Wednesday, October 30, 2013

Facebook Photo Shows Another Google Mystery Barge Off the Coast of Maine

Google shares a close relationship with the CIA and the national security state.

Kurt Nimmo
Infowars.com
October 30, 2013

Portland Tugboat has posted a photo of another Google mystery barge on their Facebook page.

Photo: Portland Tugboat LLC's Facebook page.
Photo: Portland Tugboat LLC’s Facebook page.

On October 27, CNET reported that a similar barge was docked in the San Francisco Bay. “Is it a floating Google data center? A floating Google Glass store? Or something else altogether?” asked Daniel Terdiman, writing for the tech media website. The barge is docked at a former U.S. Navy station on Treasure Island.

On October 26, Tom Bell, writing for the Portland Press Herald, reported “a four-story windowless building” docked in the Portland Harbor. “Its purpose and its owner’s identity have been kept secret.”

Despite a cover story that the barge was some sort of promotional gimmick for Google Glass, the wearable computer with an optical head-mounted display, a Google patent for a water-based data center filed in 2007 reveals a different agenda. The patent was granted in 2009.

Google is linked to the CIA and the national security state through the CIA’s technology research division, In-Q-Tel.

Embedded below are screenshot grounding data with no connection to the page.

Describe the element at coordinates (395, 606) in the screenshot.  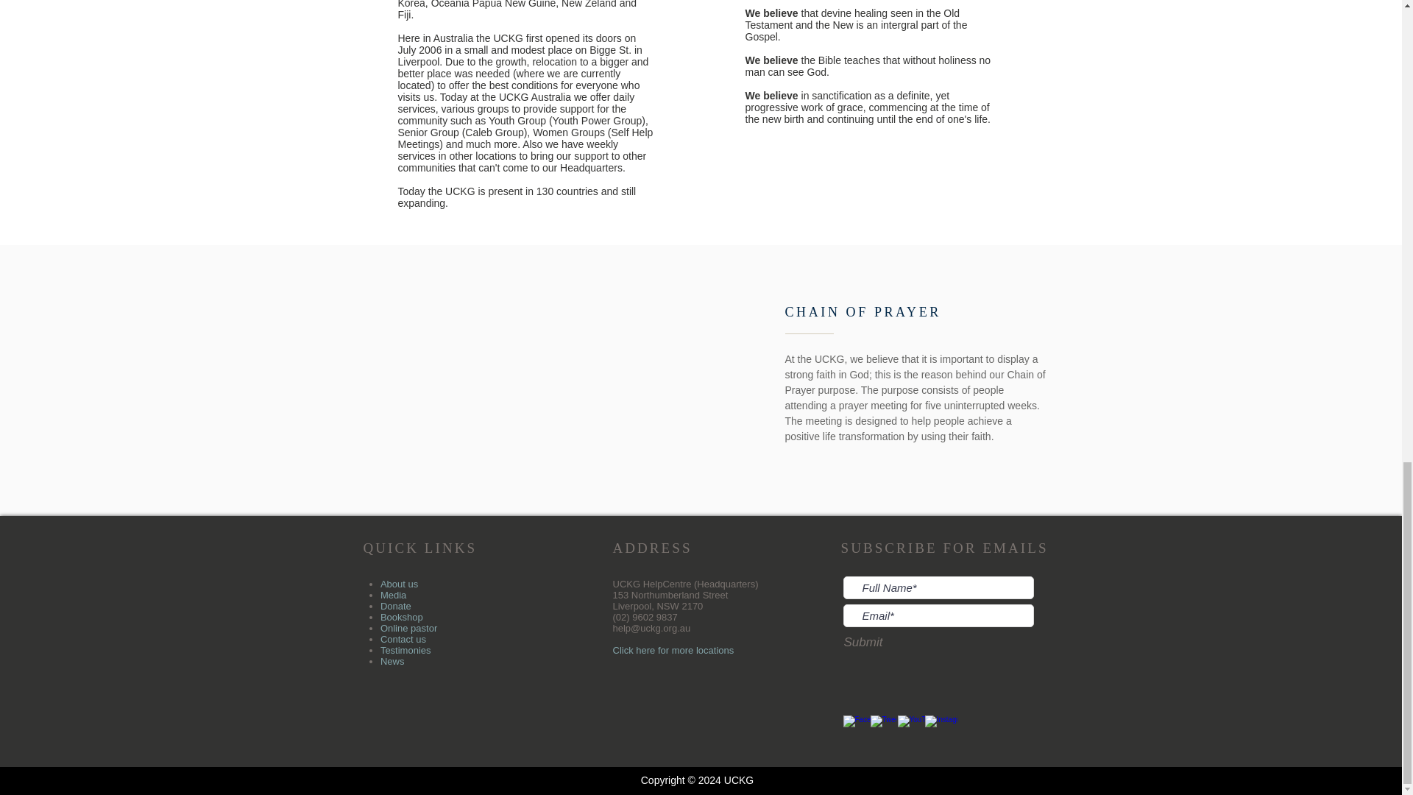
I see `Donate` at that location.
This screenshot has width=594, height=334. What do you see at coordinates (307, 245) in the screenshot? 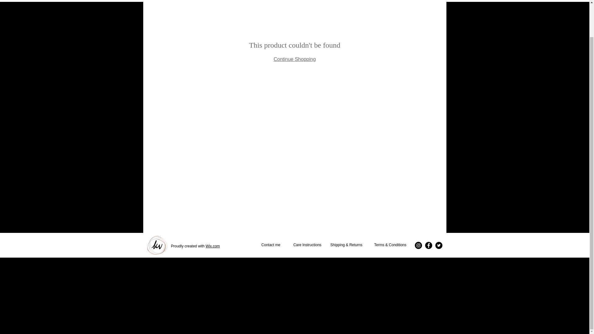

In 2005, Google acquired the CIA funded satellite mapping software subsequently named Google Earth.

NSA whistleblower Edward Snowden said in August that Google and other technology corporations received millions of dollars from the NSA for their compliance with PRISM, a secret mass electronic surveillance data mining program.

Fred Burton, vice president of Stratfor and a former senior State Department official, described Google as “doing things the CIA cannot do,” according to documents acquired by Wikileaks.

In 2010, Noah Shachtman, writing for Wired, reported that Google had teamed up with the CIA to back a company that developed technology to monitor the web in real time.

“The company is called Recorded Future, and it scours tens of thousands of websites, blogs and Twitter accounts to find the relationships between people, organizations, actions and incidents,” writes Shachtman. “The idea is to figure out for each incident who was involved, where it happened and when it might go down.”